- Mavenir has developed a GenAI co-pilot for telecom AI network operations with Nvidia and AWS
- Analysts say these systems will start to arrive in network operations in 12-18 months
- T-Mobile is already using AWS for initial operations in this area
Get ready for generative artificial intelligence (GenAI) to make an appearance in operator network management within the next year.
To that end, open radio access network (open RAN) pioneer Mavenir has dived further into the world of telecom GenAI and machine learning (ML), developing co-pilot software in collaboration with AI chip maven Nvidia and cloud provider Amazon Web Services (AWS) for managing network operations.
“The operations co-pilot aims to assist engineering and operations teams within [communication service providers] in analyzing the large volume of diverse data gathered from the network and ensure that personnel can quickly diagnose faults and provide appropriate fixes during failure events or when the network is operating sub-optimally,” Mavenir’s Bejoy Pankajakshan, EVP, chief technology and strategy officer told Fierce in an email.
“The co-pilot is a part of the NIaaS (Network Intelligence as a Service) framework that has the various building blocks for AI/ML workflow and that can extract value from the diverse sources of network data to identify patterns in historical data, make inferences and predictions, and provide early warnings about potential hardware failure,” he explained, adding that the software that can offer insights that can help enable preventive maintenance.
Pankajakshan noted that Mavenir hasn’t forgotten its open RAN roots with its latest AI software. “The NIaaS framework with the inbuilt co-pilot applies AI/ML to the data gathered across the Open-RAN front haul, mid haul and back haul interfaces to enable AI/ML insights for network operations and assist Operations and Engineering teams in ensuring that the network is functioning at its optimal performance,” he said.

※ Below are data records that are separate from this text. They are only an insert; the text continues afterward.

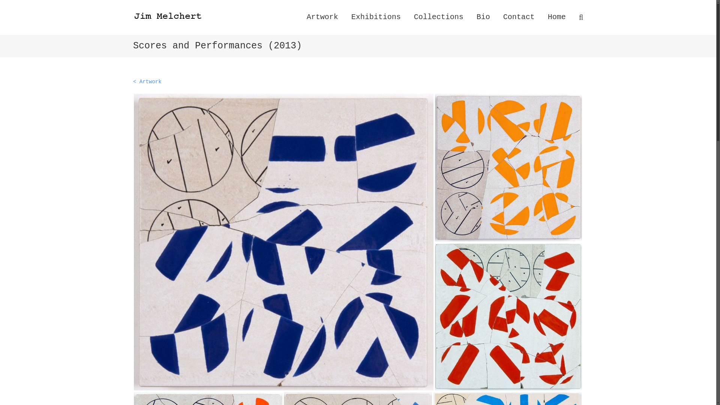 The image size is (720, 405). Describe the element at coordinates (508, 167) in the screenshot. I see `Score and Performance Series: Yellow` at that location.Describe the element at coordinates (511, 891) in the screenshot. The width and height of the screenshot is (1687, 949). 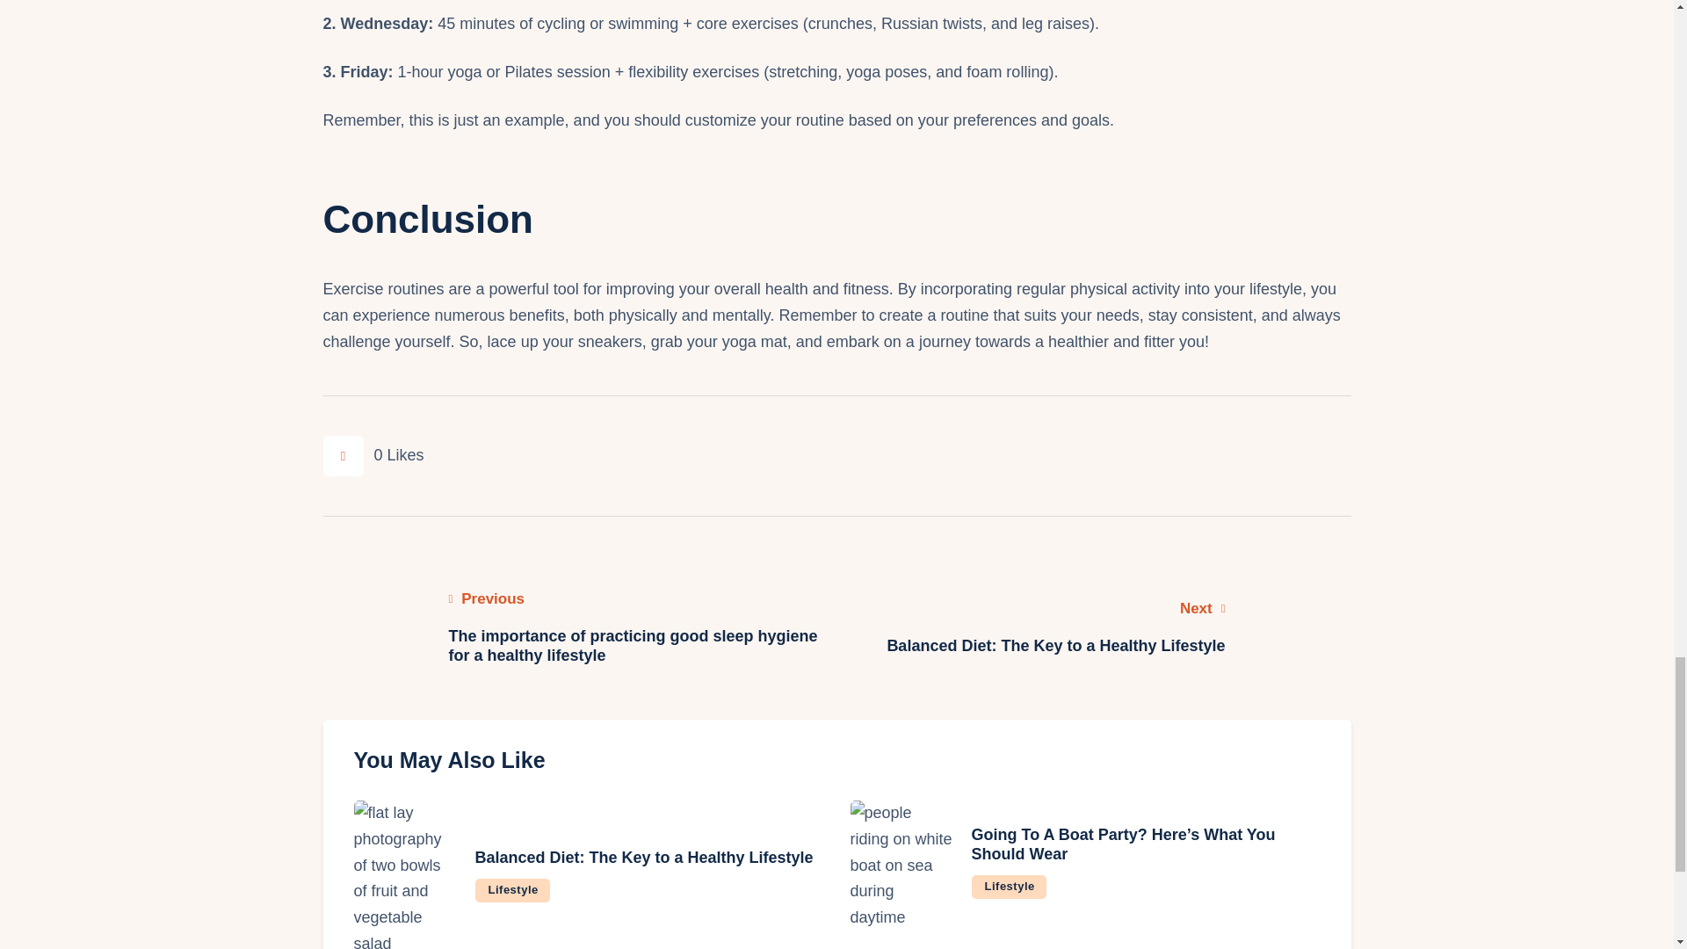
I see `Lifestyle` at that location.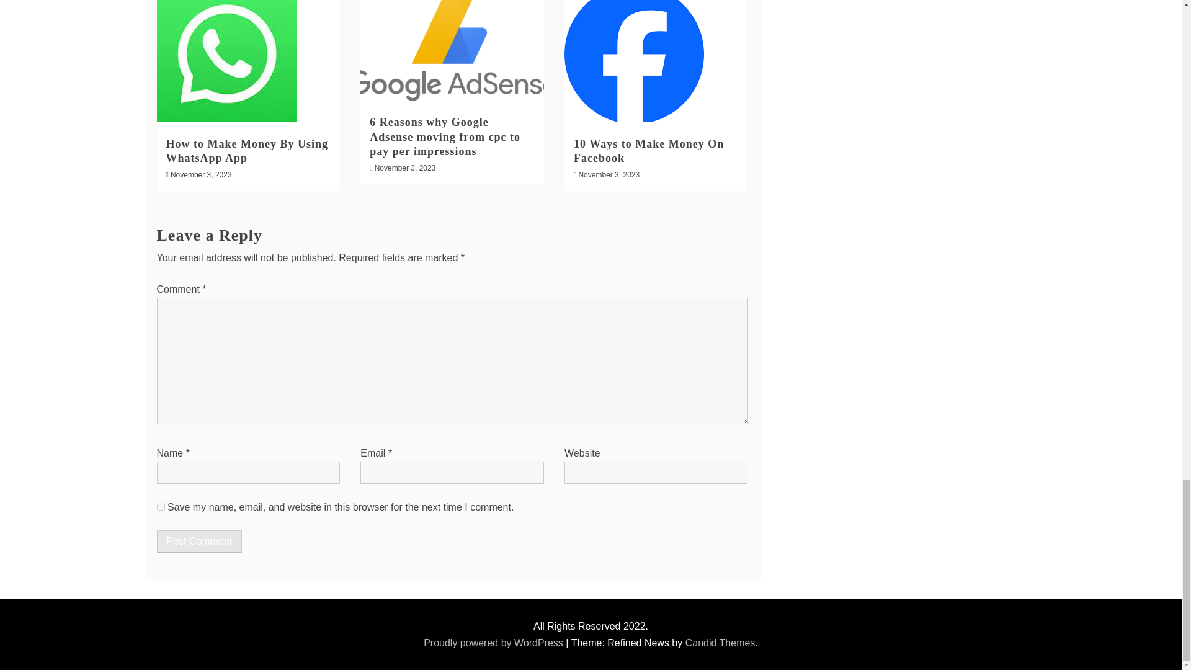 The height and width of the screenshot is (670, 1191). I want to click on 10 Ways to Make Money On Facebook, so click(649, 151).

Principal analyst at AvidThink, Roy Chua, told us that Tier-1 operators are already running network operations GenAI pilots. He said that such co-pilots would likely arrive in “12-18 months for the low-hanging fruit” and “in the late 2025/2026 timeframe” for more general production AI network operations software.
“There are mobile operators using GenAI for some aspects of network operations,” Chua said. “One public example is T-Mobile, which happens to be an AWS customer for this use case,” he noted.
As for how operators will use the GenAI software initially, analysts say that AI network operations will start simple. “From an operations standpoint I see field operations (troubleshooting), network operations (troubleshooting, capacity planning, predictive maintenance, optimization),” Chua said. “For field operations, it would be checking manuals or providing immediate context as to what could be wrong in the field.”
“Simply put, in low risk activities and functions with little potential impact on operations,” agreed Next Curve executive analyst Leonard Lee in an email. “Anything that is critical needs to be proven within the context of the operator’s environment,” he said.
“The key challenges are data quality and integration, which are consistently brought up as adoption barriers by operators I have spoken to,” Lee noted.
Any CSP will benefit from the co-pilot software, Mavenir’s CTO claimed, although: “Those operators with open RAN will derive greater benefits due to the availability of rich and granular data across its various interfaces,” he claimed. He noted that a pre-release version of the software is available now, with a commercial release “forthcoming."
The analysts couldn’t agree on whether Mavenir’s co-pilot is firmly tied to Nvidia and AWS. “Their operation co-pilot framework should be cloud portable/agnostic but appears to be founded on Nvidia AI Enterprise making it tied to the hip with the Nvidia stack,” Lee said.
“Not necessarily,” Chua countered. “There are increasing number of GPU [graphical processing unit] options (given the strong demand), certainly Nvidia will lead the pack for now, but Intel, AMD, and other companies are building AI accelerators. Likewise, with workflow efficiencies, quantization and model pruning, or reduction in model size (specialized models) could run fine on CPUs [central processing units].”